There is a question I keep hearing in technical teams: Why do some startups still have many developers on their technical team if artificial intelligence can supposedly write a large part of the code already?

In my opinion, that is the wrong question because it assumes the bottleneck of a tech company has always been the speed of typing syntax, when in reality the question that matters is what you are trying to build and how fast you need to move in a market that does not forgive mistakes. There is a highly dangerous idea floating around the startup ecosystem that AI automatically replaces entire teams, a fantasy sold by people who do not have to maintain systems in production.

The Reality of Surviving Complexity

Although the speed of shipping code to production is important in validation stages, where the goal is to learn fast and burn as little as possible, in the long term, companies do not survive because of that. A startup does not live by generating fast code, it lives by managing and surviving the immense complexity it has created itself to stay relevant.

These teams do not spend their days writing new functions in an IDE, they spend their early mornings putting out fires related to legacy integrations, dealing with absurd enterprise support requirements, fixing broken onboarding, patching security holes, complying with compliance regulations, hunting weird bugs in production, building dashboards, designing specific workflows for the whim of a particular client and carrying a mountain of technical debt.

This is why AI does not replace the technical team: it takes away the work of typing syntax, but it imposes the enormous cognitive cost of auditing and understanding complex systems that you did not write. You stop being an engineer writing code with intention, to become an exhausted auditor.

The New Opportunity Cost in LATAM

Then we have another critical factor that in LATAM is still underestimated: the token burn rate and the true cost of operating artificial intelligence at a commercial level. While startups in San Francisco burn thousands or sometimes tens of thousands of dollars a month purely on inference to produce code with frontier models, in LATAM the discussion is still stuck on whether a $20 subscription is worth it or if we should juggle to make things work with open source models.
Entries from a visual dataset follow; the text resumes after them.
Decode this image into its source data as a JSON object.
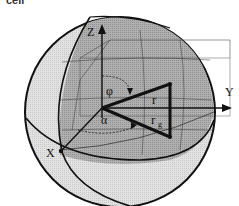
{
  "caption": "cell",
  "axes": {
    "x": "X",
    "y": "Y",
    "z": "Z"
  },
  "angles": {
    "phi": "φ",
    "alpha": "α"
  },
  "vectors": {
    "r": "r",
    "rg_main": "r",
    "rg_sub": "g"
  },
  "colors": {
    "outer_shade": "#d9d9d9",
    "inner_shade": "#a6a6a6",
    "line": "#111111"
  }
}
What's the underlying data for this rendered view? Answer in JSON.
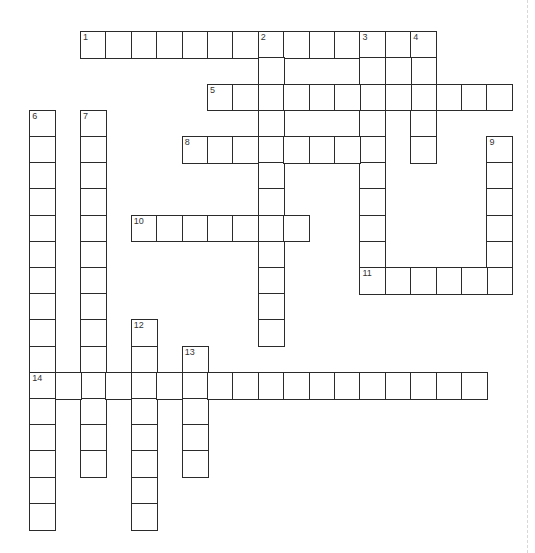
{
  "puzzle": {
    "type": "crossword",
    "grid_size": {
      "cols": 19,
      "rows": 19
    },
    "layout": {
      "origin_x": 30,
      "origin_y": 32,
      "cell_w": 25.4,
      "cell_h": 26.2
    },
    "colors": {
      "border": "#2b2b2b",
      "cell": "#ffffff",
      "number": "#333333"
    },
    "words": [
      {
        "number": "1",
        "direction": "across",
        "row": 0,
        "col": 2,
        "length": 14
      },
      {
        "number": "2",
        "direction": "down",
        "row": 0,
        "col": 9,
        "length": 12
      },
      {
        "number": "3",
        "direction": "down",
        "row": 0,
        "col": 13,
        "length": 10
      },
      {
        "number": "4",
        "direction": "down",
        "row": 0,
        "col": 15,
        "length": 5
      },
      {
        "number": "5",
        "direction": "across",
        "row": 2,
        "col": 7,
        "length": 12
      },
      {
        "number": "6",
        "direction": "down",
        "row": 3,
        "col": 0,
        "length": 16
      },
      {
        "number": "7",
        "direction": "down",
        "row": 3,
        "col": 2,
        "length": 14
      },
      {
        "number": "8",
        "direction": "across",
        "row": 4,
        "col": 6,
        "length": 8
      },
      {
        "number": "9",
        "direction": "down",
        "row": 4,
        "col": 18,
        "length": 6
      },
      {
        "number": "10",
        "direction": "across",
        "row": 7,
        "col": 4,
        "length": 7
      },
      {
        "number": "11",
        "direction": "across",
        "row": 9,
        "col": 13,
        "length": 6
      },
      {
        "number": "12",
        "direction": "down",
        "row": 11,
        "col": 4,
        "length": 8
      },
      {
        "number": "13",
        "direction": "down",
        "row": 12,
        "col": 6,
        "length": 5
      },
      {
        "number": "14",
        "direction": "across",
        "row": 13,
        "col": 0,
        "length": 18
      }
    ],
    "extra_cells": [
      {
        "row": 1,
        "col": 14
      }
    ]
  }
}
A developer in 2026 no longer just competes against a cheaper engineer, they now compete directly against how much additional technical leverage you could buy in tokens for your models. And that is exactly where the entire discussion about hiring and retaining talent changes absolutely. Because a very expensive developer today not only has to stand in front of you and justify that they know how to program well, they have to justify why the return on their salary would not be better replaced by more inference capacity or better AI tools to multiply the effort of the current team.